Holism Holds the Key to a New Narrative for Finance

A holistic understanding of economics rightly views the financial system as a subset of the economic system, embedded in it, and not separate from it. Finance’s proper function is therefore clear: to work in service of the larger whole, the real economy. This is no different than a brain’s work or a nervous system’s work is in service of a whole person in a human system. Such a relationship demands a fresh look at finance from outside the arcane theories and practices developed within finance, often devoid of an appreciation for the more important wider context of interdependence. Such a look will inevitably lead to unconventional and controversial conclusions, quite distinct from a “within system” critique of finance. This series of interconnected assumptions lays out a new narrative for the purpose of finance that is inextricably linked to the emergence of what I have called Regenerative Economics.[xxi]

We do have a guidebook to create a more sustainable way of living. We must look to the science of living systems – complex systems that have generated immeasurable and increasing abundance, including the miracle of life itself and by necessity, our modern economy that flows from it – as our guiding light. Such systems have sustained themselves and actually generated and accelerated ever more complex forms of life from life for long periods of time. They are also remarkably aligned with our wisdom traditions, particularly indigenous wisdom, that too have stood the test of time. A leap from a belief in our failed economics to trusting in the patterns and principles of living systems science as a design premise for human economies is “radical,” as in, getting to the root of the matter. It demands humility, and a belief in the power of intuition, synthesis, and extrapolation running ahead of empirical certainty. It values being directionally correct in contrast to being precisely wrong which is too often the case with our current economic models that are built on a foundation of flawed assumptions and inaccurate statistical models. It requires freeing ourselves from our Modern Age reductionist worldview and adapting a holistic and integrated worldview, in which relationships are more important than parts, and the whole is understood and honored as being greater than the sum of the parts.

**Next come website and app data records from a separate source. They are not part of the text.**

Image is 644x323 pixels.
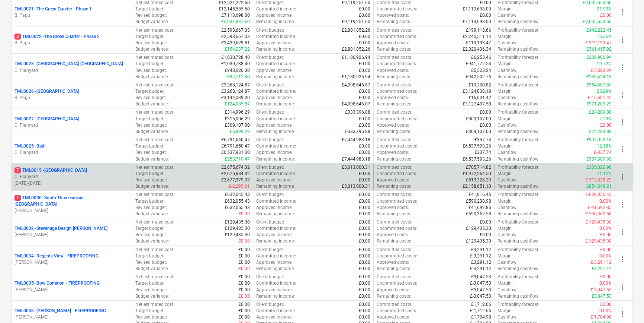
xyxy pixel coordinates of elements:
p: £2,320,436.34 [462,46,492,53]
p: £124,085.87 [225,101,250,107]
p: £632,055.43 [225,198,250,204]
p: £0.00 [359,122,371,129]
span: 3 [15,33,21,39]
span: more_vert [618,145,627,154]
p: Remaining cashflow : [498,101,540,107]
div: TML0027 -[GEOGRAPHIC_DATA]C. Planyard [15,116,129,129]
p: £41,816.45 [469,192,492,198]
p: Margin : [498,33,513,40]
p: Approved income : [256,149,293,155]
p: £6,537,593.26 [462,143,492,149]
p: £0.00 [359,170,371,177]
p: £1,030,728.40 [221,54,250,61]
p: £333,396.88 [345,129,371,135]
p: £0.00 [359,198,371,204]
p: £2,240,511.14 [462,33,492,40]
span: more_vert [618,90,627,99]
p: C. Planyard [15,122,129,129]
p: £0.00 [480,122,492,129]
p: £-519,328.23 [585,177,612,183]
p: £632,055.43 [225,204,250,211]
p: Remaining income : [256,156,295,162]
p: £2,881,852.26 [342,46,371,53]
p: £337.74 [475,149,492,155]
p: Approved income : [256,68,293,74]
p: Revised budget : [136,149,167,155]
p: 23.29% [597,88,612,94]
p: TML0034 - Regents View - FIREPROOFING [15,253,98,259]
p: £2,158,651.10 [462,183,492,190]
p: Remaining costs : [377,101,411,107]
p: TML0015 - [GEOGRAPHIC_DATA] [15,167,87,174]
p: Revised budget : [136,94,167,101]
p: £-16,601.42 [588,94,612,101]
p: £0.00 [359,94,371,101]
p: Remaining income : [256,129,295,135]
p: £9,119,251.60 [342,19,371,25]
p: Approved costs : [377,122,409,129]
p: Cashflow : [498,149,518,155]
span: more_vert [618,118,627,127]
p: Revised budget : [136,177,167,183]
p: £2,881,852.26 [342,27,371,33]
p: Remaining costs : [377,183,411,190]
p: Margin : [498,143,513,149]
p: £-5,523.24 [591,68,612,74]
span: 7 [15,167,21,173]
p: £82,712.40 [227,74,250,80]
p: £24,289.88 [589,109,612,115]
p: £7,444,983.18 [342,137,371,143]
p: Remaining cashflow : [498,74,540,80]
p: Target budget : [136,6,164,12]
p: Revised budget : [136,68,167,74]
p: Client budget : [256,109,284,115]
p: Revised budget : [136,12,167,19]
p: £0.00 [359,177,371,183]
p: £2,439,629.81 [221,40,250,46]
p: Cashflow : [498,94,518,101]
p: £3,127,437.58 [462,101,492,107]
p: Uncommitted costs : [377,116,417,122]
p: C. Planyard [15,68,129,74]
p: Committed income : [256,198,296,204]
p: £907,389.92 [587,156,612,162]
p: Budget variance : [136,183,169,190]
p: Cashflow : [498,122,518,129]
p: Budget variance : [136,156,169,162]
p: Approved costs : [377,12,409,19]
p: Approved costs : [377,94,409,101]
p: Approved costs : [377,68,409,74]
p: £0.00 [359,116,371,122]
p: Approved income : [256,12,293,19]
p: £3,144,039.00 [221,94,250,101]
p: [PERSON_NAME] [15,208,129,214]
p: £0.00 [359,192,371,198]
p: 21.99% [597,6,612,12]
p: £0.00 [600,12,612,19]
p: Client budget : [256,137,284,143]
p: TML0035 - Bow Common - FIREPROOFING [15,280,100,286]
span: 1 [15,195,21,200]
p: £-337.74 [594,149,612,155]
p: Revised budget : [136,122,167,129]
p: B. Pagu [15,94,129,101]
p: 19.72% [597,61,612,67]
p: Client budget : [256,192,284,198]
p: Target budget : [136,170,164,177]
p: Uncommitted costs : [377,88,417,94]
p: Uncommitted costs : [377,61,417,67]
p: £119,193.47 [466,40,492,46]
p: C. Planyard [15,174,129,180]
p: £333,396.88 [345,109,371,115]
p: Committed costs : [377,164,412,170]
p: [PERSON_NAME] [15,259,129,265]
p: £2,675,674.32 [221,164,250,170]
p: Target budget : [136,143,164,149]
p: £41,692.85 [469,204,492,211]
div: TML0034 -Regents View - FIREPROOFING[PERSON_NAME] [15,253,129,265]
p: Cashflow : [498,68,518,74]
p: £941,772.54 [466,61,492,67]
p: £561,415.92 [587,46,612,53]
p: 15.35% [597,33,612,40]
div: TML0023 -[GEOGRAPHIC_DATA] [GEOGRAPHIC_DATA]C. Planyard [15,61,129,73]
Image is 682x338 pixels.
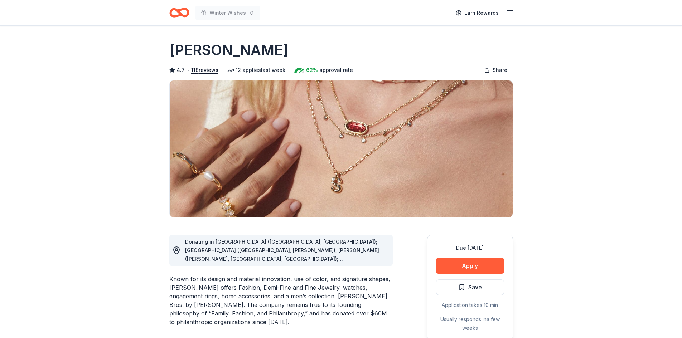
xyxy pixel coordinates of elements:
button: Share [478,63,513,77]
span: Save [468,283,482,292]
button: Winter Wishes [195,6,260,20]
div: 12 applies last week [227,66,285,74]
button: Save [436,279,504,295]
h1: [PERSON_NAME] [169,40,288,60]
div: Known for its design and material innovation, use of color, and signature shapes, [PERSON_NAME] o... [169,275,393,326]
img: Image for Kendra Scott [170,81,512,217]
span: approval rate [319,66,353,74]
button: 118reviews [191,66,218,74]
div: Due [DATE] [436,244,504,252]
span: • [186,67,189,73]
span: 62% [306,66,318,74]
div: Application takes 10 min [436,301,504,310]
span: Winter Wishes [209,9,246,17]
span: Share [492,66,507,74]
a: Home [169,4,189,21]
button: Apply [436,258,504,274]
span: 4.7 [176,66,185,74]
a: Earn Rewards [451,6,503,19]
div: Usually responds in a few weeks [436,315,504,332]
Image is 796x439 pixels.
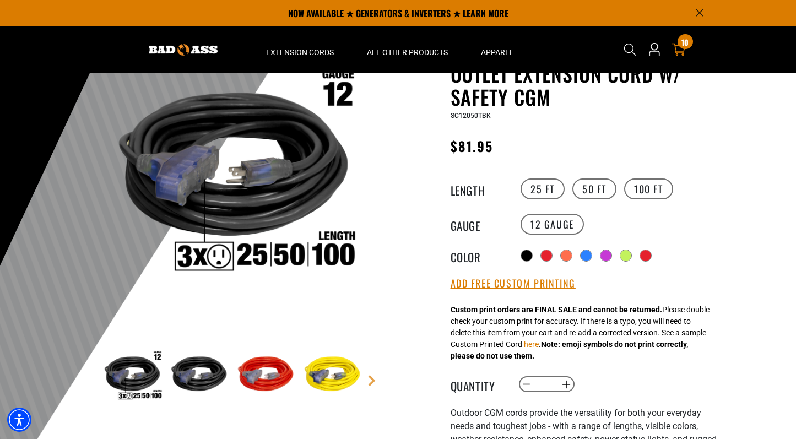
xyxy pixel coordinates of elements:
summary: Apparel [464,26,530,73]
summary: All Other Products [350,26,464,73]
div: Accessibility Menu [7,407,31,432]
label: 25 FT [520,178,564,199]
strong: Note: emoji symbols do not print correctly, please do not use them. [450,340,688,360]
a: Next [366,375,377,386]
summary: Search [621,41,639,58]
summary: Extension Cords [249,26,350,73]
label: 50 FT [572,178,616,199]
strong: Custom print orders are FINAL SALE and cannot be returned. [450,305,662,314]
span: $81.95 [450,136,493,156]
img: red [233,344,297,408]
button: Add Free Custom Printing [450,278,575,290]
span: All Other Products [367,47,448,57]
label: Quantity [450,377,505,392]
legend: Gauge [450,217,505,231]
button: here [524,339,539,350]
img: Bad Ass Extension Cords [149,44,218,56]
legend: Color [450,248,505,263]
legend: Length [450,182,505,196]
span: Apparel [481,47,514,57]
label: 100 FT [624,178,673,199]
span: Extension Cords [266,47,334,57]
label: 12 Gauge [520,214,584,235]
img: black [167,344,231,408]
span: 10 [681,38,688,46]
div: Please double check your custom print for accuracy. If there is a typo, you will need to delete t... [450,304,709,362]
img: neon yellow [300,344,364,408]
h1: Outdoor Dual Lighted 3-Outlet Extension Cord w/ Safety CGM [450,39,720,108]
span: SC12050TBK [450,112,491,119]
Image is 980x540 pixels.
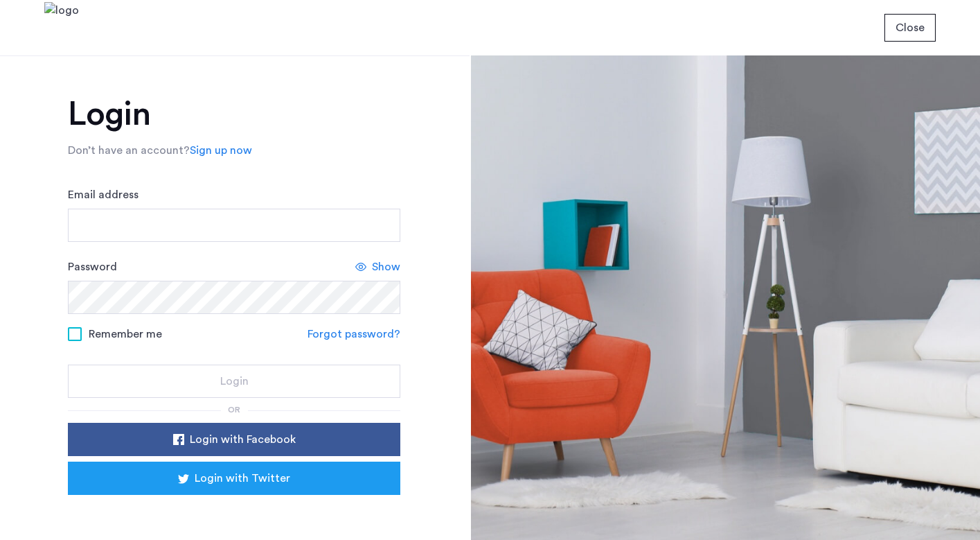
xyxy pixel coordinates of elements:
span: Close [895,19,924,36]
span: or [228,406,240,413]
img: logo [44,2,79,54]
a: Forgot password? [308,326,400,343]
span: Login with Twitter [195,470,290,486]
span: Show [372,259,400,275]
button: button [884,14,936,42]
span: Remember me [89,326,162,343]
button: button [68,364,400,398]
button: button [68,423,400,456]
span: Login [221,373,248,389]
h1: Login [68,98,400,131]
span: Login with Facebook [189,431,296,448]
button: button [68,462,400,495]
label: Password [68,259,117,275]
span: Don’t have an account? [68,145,189,156]
a: Sign up now [189,142,252,159]
label: Email address [68,186,138,203]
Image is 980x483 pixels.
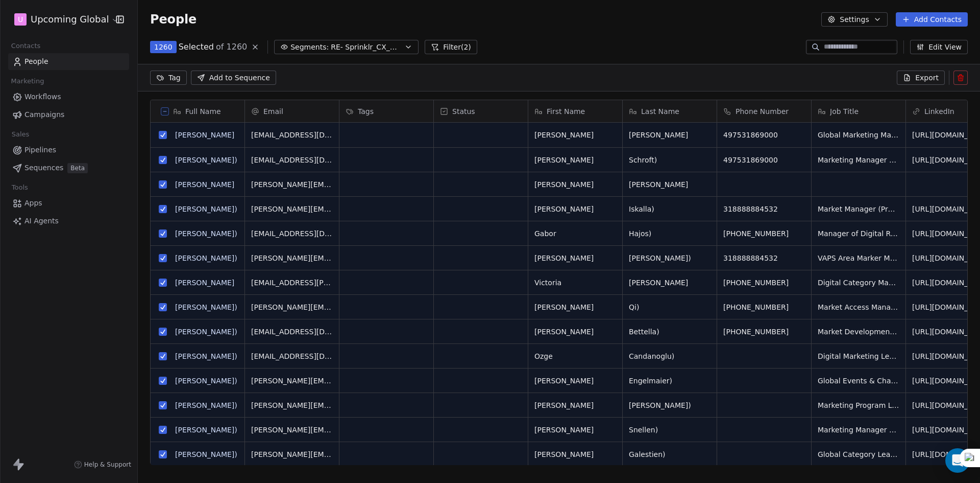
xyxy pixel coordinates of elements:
button: Add Contacts [896,13,967,26]
span: [PERSON_NAME][EMAIL_ADDRESS][DOMAIN_NAME] [252,179,333,190]
span: [PERSON_NAME] [629,277,710,287]
button: Add to Sequence [191,71,276,85]
a: [PERSON_NAME]) [175,254,237,262]
span: [PERSON_NAME][EMAIL_ADDRESS][DOMAIN_NAME] [252,449,333,459]
span: People [150,12,196,27]
button: Settings [821,13,887,26]
span: Pipelines [24,144,56,155]
button: UUpcoming Global [13,11,108,28]
a: [PERSON_NAME]) [175,425,237,434]
span: [PERSON_NAME] [534,130,616,140]
span: Digital Category Manager & Data Analyst [817,277,900,287]
span: Digital Marketing Lead - OOH Ice Cream DACH,BNX,FR [817,350,900,361]
button: Edit View [910,40,967,54]
div: Job Title [812,100,906,122]
a: [PERSON_NAME]) [175,303,237,311]
span: of 1260 [216,41,247,53]
div: First Name [528,100,622,122]
button: Tag [150,71,187,85]
span: Iskalla) [629,204,710,214]
a: AI Agents [8,212,129,229]
span: Snellen) [629,424,710,435]
span: VAPS Area Marker Manager [GEOGRAPHIC_DATA] [817,253,900,263]
span: [PERSON_NAME] [534,179,616,190]
button: Export [897,71,945,85]
span: [PERSON_NAME] [534,400,616,410]
a: Campaigns [8,106,129,123]
span: [PERSON_NAME]) [629,400,710,410]
span: Gabor [534,228,616,238]
span: Marketing Manager SAP SuccessFactors & Digital Supply Chain [817,424,900,435]
span: [PERSON_NAME] [534,204,616,214]
span: [PERSON_NAME] [534,302,616,312]
span: Hajos) [629,228,710,238]
span: 497531869000 [724,155,805,165]
span: Status [452,106,475,116]
button: Filter(2) [425,40,477,54]
span: Global Marketing Manager - Industrial Edge & Solutions for Smart Manufacturing [817,130,900,140]
span: Market Development Manager Lead Management [817,326,900,337]
span: Tools [7,180,32,196]
span: Help & Support [84,460,132,468]
span: Ozge [534,350,616,361]
span: People [24,56,48,67]
span: Apps [24,197,43,208]
span: [EMAIL_ADDRESS][DOMAIN_NAME] [252,155,333,165]
div: Tags [340,100,433,122]
span: Market Manager (Project Store Re-Location) [817,204,900,214]
span: Tag [168,73,181,82]
span: 318888884532 [724,204,805,214]
span: Tags [358,106,373,116]
a: [PERSON_NAME]) [175,156,237,164]
span: LinkedIn [924,106,955,116]
a: Workflows [8,88,129,106]
span: Candanoglu) [629,350,710,361]
span: Galestien) [629,449,710,459]
span: Email [263,106,283,116]
span: [PERSON_NAME] [534,155,616,165]
span: [PERSON_NAME][EMAIL_ADDRESS][DOMAIN_NAME] [252,204,333,214]
span: [EMAIL_ADDRESS][PERSON_NAME][DOMAIN_NAME] [252,277,333,287]
span: Job Title [830,106,858,116]
span: Add to Sequence [209,73,270,82]
span: Schroft) [629,155,710,165]
span: Sales [7,127,34,142]
a: [PERSON_NAME]) [175,377,237,384]
a: [PERSON_NAME]) [175,352,237,360]
span: Bettella) [629,326,710,337]
span: Last Name [641,106,679,116]
span: [PERSON_NAME][EMAIL_ADDRESS][DOMAIN_NAME] [252,400,333,410]
span: [PERSON_NAME] [629,179,710,190]
span: [EMAIL_ADDRESS][DOMAIN_NAME] [252,130,333,140]
a: [PERSON_NAME] [175,180,234,189]
span: Manager of Digital Route to Market â€“ East Europe Ice Cream [817,228,900,238]
span: U [17,15,23,24]
div: Status [433,100,528,122]
span: [PERSON_NAME] [534,376,616,385]
button: 1260 [150,41,177,53]
span: Qi) [629,302,710,312]
span: [PERSON_NAME] [534,449,616,459]
span: 497531869000 [724,130,805,140]
a: Apps [8,195,129,211]
a: Help & Support [74,460,132,468]
span: RE- Sprinklr_CX_Demonstrate_Reg_Drive_[DATE] [331,42,402,52]
div: Last Name [623,100,717,122]
span: [PERSON_NAME][EMAIL_ADDRESS][PERSON_NAME][DOMAIN_NAME] [252,424,333,435]
span: Market Access Manager [817,302,900,312]
span: AI Agents [24,216,59,226]
span: [PERSON_NAME][EMAIL_ADDRESS][DOMAIN_NAME] [252,302,333,312]
span: Marketing Program Lead - Digital Supply Chain - EMEA South [817,400,900,410]
span: [PERSON_NAME] [534,253,616,263]
span: [PERSON_NAME] [629,130,710,140]
span: [PHONE_NUMBER] [724,302,805,312]
span: Export [915,73,938,82]
span: Global Category Lead & Marketing Lead [GEOGRAPHIC_DATA] [817,449,900,459]
a: [PERSON_NAME] [175,131,234,139]
div: grid [151,123,245,465]
a: [PERSON_NAME]) [175,450,237,458]
a: People [8,53,129,70]
div: Full Name [151,100,245,122]
a: SequencesBeta [8,160,129,176]
a: [PERSON_NAME]) [175,327,237,336]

This vision assumes that human beings are complex living systems, and that we are embedded in, and not separate from, the complex and interdependent living ecosystems that are in life giving balance, from the water cycle to the carbon cycle and much more, that provide critical ecosystem functions on this planet, life’s “essential workers” without which there is no human race much less a human economy.

The Future of Finance

As mentioned above, these policy recommendations will be fiercely resisted by the financial establishment. They can rightly be critiqued as “unrealistic.” But without a clear vision of what is needed, we have no chance of attaining it.  It is past time to begin the real conversation we desperately need.

The real problem with our many failed efforts at financial reform that seem to lead to ever more and larger financial crises is a lack of imagination. If nothing else, the Finance for a Regenerative World[xxii] series is an intentional exercise in informed imagination. The longer we resist dealing with the reality of genuine financial reform, the greater will be the damage done until at some point we reach the point of no return for society, and indeed for the human project. The stakes could not be higher.

Fortunately, with the pressure rising, the regenerative financial green shoots are emerging all around us. Our task now is to connect, nurture, reinforce, amplify, and enhance this emergence into a powerful new story of not only what’s possible, but what is essential and ultimately inevitable.

This is the future of finance. This is the critical path to a Regenerative World.